Accepted for/Published in: JMIR Aging
Date Submitted: Jan 27, 2019
Open Peer Review Period: Jan 30, 2019 - Mar 11, 2019
Date Accepted: Jun 24, 2019
(closed for review but you can still tweet)
Structured Telephone Support and Mobile Messaging to Improve Self-Care in Heart Failure
ABSTRACT
Background:
Currently 6.5 million Americans are living with HF. These patients are expected to follow complex self-management regimen at home. There are several demographic and psycho-social factors that limit HF patients in following the prescribed self-management recommendations at home. Poor self-care is associated with increased hospital readmissions. Under the Affordable Care Act, there are financial implications related to hospital readmissions for hospitals and programs such as the Program of All-inclusive Care for the Elderly (PACE) in Pinellas County, Florida. Prior studies and systematic reviews demonstrated improvement in self-management and quality of life in HF with structured telephone support and mobile messaging.
Objective:
Evaluate self-care, knowledge, medication adherence, and quality of life of patients with heart failure (HF) after implementing structured telephone support (STS) and mobile messaging (MM).
Methods:
A prospective evidenced-based quality improvement project used a pre-post design. Data was collected at baseline, 30-days and 3-months on 51 patients with HF who were enrolled in the PACE program in Pinellas County, Florida. All participants received STS and MM for 30-days. Feasibility and sustained benefit of using STS and MM was assessed at 3-month follow-up
Results:
A paired t-test that compared the mean difference in HF outcomes at baseline and 30-day follow-up which demonstrated improved HF self-care maintenance (t=0.66; p=0.001), HF knowledge (t=0.71; p=0.001), medication adherence (t=0.92; p=0.001), physical and mental health measured by Short-Form 12 (t= 0.81; p=0.001). The results also demonstrated sustained benefit with improved HF self-care maintenance, self-care management, and self-care confidence, knowledge, medication adherence, physical and mental health (Short From-12) at 3-months with p value <0.05 for all outcomes. Living status and social support had a strong correlation with HF outcomes. Younger participants (less than 65 years of age) performed extremely well compared to older adults.
Conclusions:
STS and MM was feasible to use among PACE participants with sustained benefits at 3-months. Implementing STS and MM may serve as viable options to improve HF outcomes. Relevance to Clinical Practice: Improving outcomes with HF affects hospital systems as well as those agencies that monitor and provide care for outpatients and those in independent or assisted living facilities. Investigating viable options and support for implementation will improve outcomes. Clinical Trial: n/a
Citation
Request queued. Please wait while the file is being generated. It may take some time.
Copyright
© The authors. All rights reserved. This is a privileged document currently under peer-review/community review (or an accepted/rejected manuscript). Authors have provided JMIR Publications with an exclusive license to publish this preprint on it's website for review and ahead-of-print citation purposes only. While the final peer-reviewed paper may be licensed under a cc-by license on publication, at this stage authors and publisher expressively prohibit redistribution of this draft paper other than for review purposes.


* ACTIVITY
Lines from the records below that contain the word "band" are to be copied out.

* DATA PROVIDED
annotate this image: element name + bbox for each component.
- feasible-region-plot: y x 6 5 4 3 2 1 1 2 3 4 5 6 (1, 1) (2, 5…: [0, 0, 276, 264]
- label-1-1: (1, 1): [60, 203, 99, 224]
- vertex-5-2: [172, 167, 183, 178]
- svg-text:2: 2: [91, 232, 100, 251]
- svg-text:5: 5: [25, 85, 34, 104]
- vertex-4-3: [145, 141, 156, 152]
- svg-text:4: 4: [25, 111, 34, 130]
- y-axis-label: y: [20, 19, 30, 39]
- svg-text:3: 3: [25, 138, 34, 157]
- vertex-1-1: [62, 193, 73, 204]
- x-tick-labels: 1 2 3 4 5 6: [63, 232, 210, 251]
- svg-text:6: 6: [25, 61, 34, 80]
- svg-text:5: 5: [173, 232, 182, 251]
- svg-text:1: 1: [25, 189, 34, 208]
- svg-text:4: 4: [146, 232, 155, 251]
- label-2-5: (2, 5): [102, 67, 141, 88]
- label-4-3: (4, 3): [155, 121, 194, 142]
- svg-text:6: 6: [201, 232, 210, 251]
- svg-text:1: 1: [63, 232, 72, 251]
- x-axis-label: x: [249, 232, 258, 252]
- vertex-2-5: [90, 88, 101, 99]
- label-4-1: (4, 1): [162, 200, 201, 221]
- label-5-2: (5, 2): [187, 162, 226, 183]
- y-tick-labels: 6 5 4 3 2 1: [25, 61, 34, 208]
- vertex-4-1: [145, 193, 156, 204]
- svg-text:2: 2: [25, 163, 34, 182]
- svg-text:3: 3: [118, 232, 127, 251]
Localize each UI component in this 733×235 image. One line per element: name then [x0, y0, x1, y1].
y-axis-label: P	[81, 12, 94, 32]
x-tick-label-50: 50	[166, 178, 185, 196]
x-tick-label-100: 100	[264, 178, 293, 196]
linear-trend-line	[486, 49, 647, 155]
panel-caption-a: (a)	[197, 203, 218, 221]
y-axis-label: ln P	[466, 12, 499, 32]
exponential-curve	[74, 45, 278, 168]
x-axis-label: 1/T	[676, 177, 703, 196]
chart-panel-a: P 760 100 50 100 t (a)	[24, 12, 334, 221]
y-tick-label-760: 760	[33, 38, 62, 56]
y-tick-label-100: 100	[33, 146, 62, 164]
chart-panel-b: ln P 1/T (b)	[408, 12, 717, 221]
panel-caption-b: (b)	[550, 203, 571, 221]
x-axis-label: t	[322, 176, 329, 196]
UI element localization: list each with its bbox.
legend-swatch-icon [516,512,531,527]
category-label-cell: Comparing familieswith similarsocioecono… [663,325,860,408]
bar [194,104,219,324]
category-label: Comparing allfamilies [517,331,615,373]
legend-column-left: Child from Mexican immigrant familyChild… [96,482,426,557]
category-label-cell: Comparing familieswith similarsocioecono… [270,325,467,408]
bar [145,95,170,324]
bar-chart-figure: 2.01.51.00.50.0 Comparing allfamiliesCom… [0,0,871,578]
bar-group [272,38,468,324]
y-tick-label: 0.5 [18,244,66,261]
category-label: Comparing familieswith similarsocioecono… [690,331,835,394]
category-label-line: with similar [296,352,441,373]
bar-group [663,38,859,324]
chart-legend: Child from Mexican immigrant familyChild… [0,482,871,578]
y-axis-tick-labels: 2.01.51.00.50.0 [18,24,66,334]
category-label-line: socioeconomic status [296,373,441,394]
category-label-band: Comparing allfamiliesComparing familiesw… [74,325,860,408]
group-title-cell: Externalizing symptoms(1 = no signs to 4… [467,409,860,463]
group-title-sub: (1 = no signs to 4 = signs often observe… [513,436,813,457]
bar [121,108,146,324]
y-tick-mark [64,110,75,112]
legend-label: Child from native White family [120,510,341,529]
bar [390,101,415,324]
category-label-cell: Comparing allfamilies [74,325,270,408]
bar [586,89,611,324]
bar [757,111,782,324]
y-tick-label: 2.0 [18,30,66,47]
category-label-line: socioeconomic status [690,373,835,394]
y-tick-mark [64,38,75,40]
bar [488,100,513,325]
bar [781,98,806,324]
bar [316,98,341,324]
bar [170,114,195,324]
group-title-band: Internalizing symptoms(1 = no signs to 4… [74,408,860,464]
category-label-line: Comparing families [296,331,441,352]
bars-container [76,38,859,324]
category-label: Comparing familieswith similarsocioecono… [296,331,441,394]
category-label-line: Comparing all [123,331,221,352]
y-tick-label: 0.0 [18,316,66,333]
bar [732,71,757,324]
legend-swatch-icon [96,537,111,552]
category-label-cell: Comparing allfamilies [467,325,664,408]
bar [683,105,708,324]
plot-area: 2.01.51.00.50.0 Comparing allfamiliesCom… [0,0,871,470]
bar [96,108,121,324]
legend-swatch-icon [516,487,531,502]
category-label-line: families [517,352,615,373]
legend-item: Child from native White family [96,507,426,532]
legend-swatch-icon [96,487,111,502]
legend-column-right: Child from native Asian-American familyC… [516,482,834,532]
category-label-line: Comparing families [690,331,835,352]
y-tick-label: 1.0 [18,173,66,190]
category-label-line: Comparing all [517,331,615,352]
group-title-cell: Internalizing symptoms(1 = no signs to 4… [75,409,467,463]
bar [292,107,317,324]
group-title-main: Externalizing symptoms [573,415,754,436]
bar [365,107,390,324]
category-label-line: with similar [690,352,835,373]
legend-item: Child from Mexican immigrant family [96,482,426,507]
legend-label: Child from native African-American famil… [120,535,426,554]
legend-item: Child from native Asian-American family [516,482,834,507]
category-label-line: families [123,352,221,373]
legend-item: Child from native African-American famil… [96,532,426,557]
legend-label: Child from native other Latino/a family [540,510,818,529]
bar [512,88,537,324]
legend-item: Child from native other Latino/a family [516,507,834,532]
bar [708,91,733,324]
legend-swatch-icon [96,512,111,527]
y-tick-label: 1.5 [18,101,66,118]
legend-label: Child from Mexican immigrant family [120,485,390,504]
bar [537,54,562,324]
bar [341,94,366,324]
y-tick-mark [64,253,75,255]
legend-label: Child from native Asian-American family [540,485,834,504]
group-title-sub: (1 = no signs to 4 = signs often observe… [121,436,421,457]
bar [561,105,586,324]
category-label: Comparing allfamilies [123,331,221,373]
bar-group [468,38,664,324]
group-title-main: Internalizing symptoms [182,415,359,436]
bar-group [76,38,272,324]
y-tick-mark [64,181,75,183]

* OUTPUT FOR THIS TASK
category-label-band: Comparing allfamiliesComparing familiesw… [74,325,860,408]
group-title-band: Internalizing symptoms(1 = no signs to 4… [74,408,860,464]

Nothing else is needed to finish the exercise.